Dueling Star Ratings May Confuse Some Home Health Patients | California Healthline
Patients looking for home health care services will be impressed if they check out the federal government’s ratings of AccentCare. Two of the company’s home health agencies in California — in San Diego and Newport Beach and Rancho Cordova — each earned 4.5 or 4 stars, nearly the top quality score, primarily based on Medicare’s assessment of how often patients got better.
But further research may lead to confusion. Medicare also posts stars to convey how patients rate agencies after their care is over. There, these same three agencies earned two stars.
Such contradictory results between how patients view home health agencies and how the government rates them are hardly unusual. One in five agencies had clinical and patient ratings that differed by two stars or more, a Kaiser Health News analysis of government records shows.
In California, for instance, agencies were three times as likely to receive five stars for their patient reviews as they were for their clinical quality. Skilled home health services, where Medicare sends nurses, aides and physical and occupational therapists to people’s houses, are becoming more important amid pressures to keep homebound patients from going to the hospital. To help doctors and patients select among more than 12,000 agencies, Medicare last year published star ratings for clinical quality on its Home Health Compare website, and in January it added star ratings to reflect the views of patients.
Medicare was liberal in giving top marks based on patients’ opinion scores, awarding four or five stars to 74 percent of agencies it rated. Of those, 2,152 agencies got five stars.
Apparently Medicare is giving more attention to the "Patient experience".
But in encapsulating clinical quality measures, Medicare used a different formula that ensured three-star ratings would be most common. Only 27 percent of agencies received four or five stars. Just 286 agencies received the maximum five stars.In a statement, the Centers for Medicare & Medicaid Service said the different star ratings should not be confusing. “CMS stresses that website users should look at all of the different types of measures available for a given provider type, including for home health care agencies,” the statement said. “By providing both clinically based and survey-based measures, CMS hopes to make available to the public a range of perspectives and information that consumers can evaluate to help inform their decision about an agency.”
As the number of quality metrics has proliferated, star ratings follow other Medicare efforts to distill sometimes complex quality assessments into a consumer-friendly format. Medicare also assigns stars for dialysis center quality, hospital patient experience and several aspects of nursing home care.
“We’re really talking about very different sets of metrics,” said Teresa Lee, director of the Alliance for Home Health Quality and Innovation, a nonprofit research group. “It’s unfortunate, but maybe it’s the truth that patient experience and clinical quality of care do not go hand in hand.”

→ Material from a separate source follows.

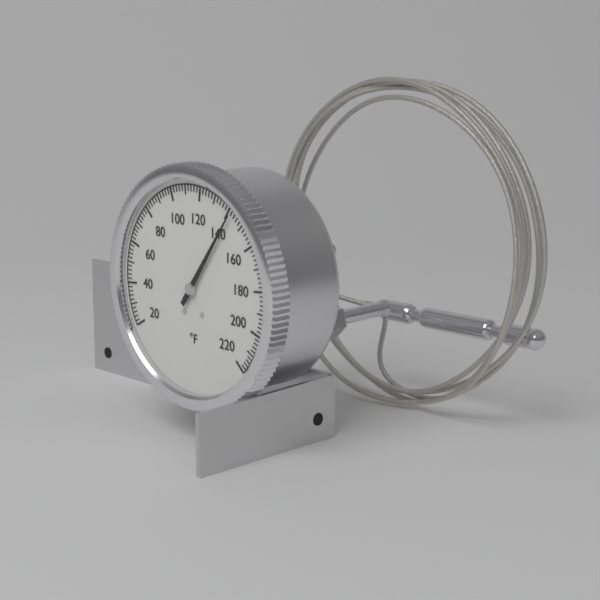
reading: 142 °F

Adding to the potential confusion, 41 percent of the star ratings summing up patient views are not reliable — by the government’s own admission — because fewer than 100 surveys were returned, records show. Home Health Compare warns consumers in footnotes to use the scores “with caution as the number of surveys may be too low to accurately tell how an agency is doing.” Medicare did not assign stars for agencies if fewer than 40 surveys were returned.
“It is important to point out that our patient population has an average age of 86 and often relies on family members, powers of attorney and/or guardians to complete” the survey, she said.
Some elder care experts have broader reasons to question the ratings.
While there is some confusion and questions about the validity of these surveys and the more objective Medicare quality measures, patients' families now have somewhere to screen possible caregiving agencies for their loved ones.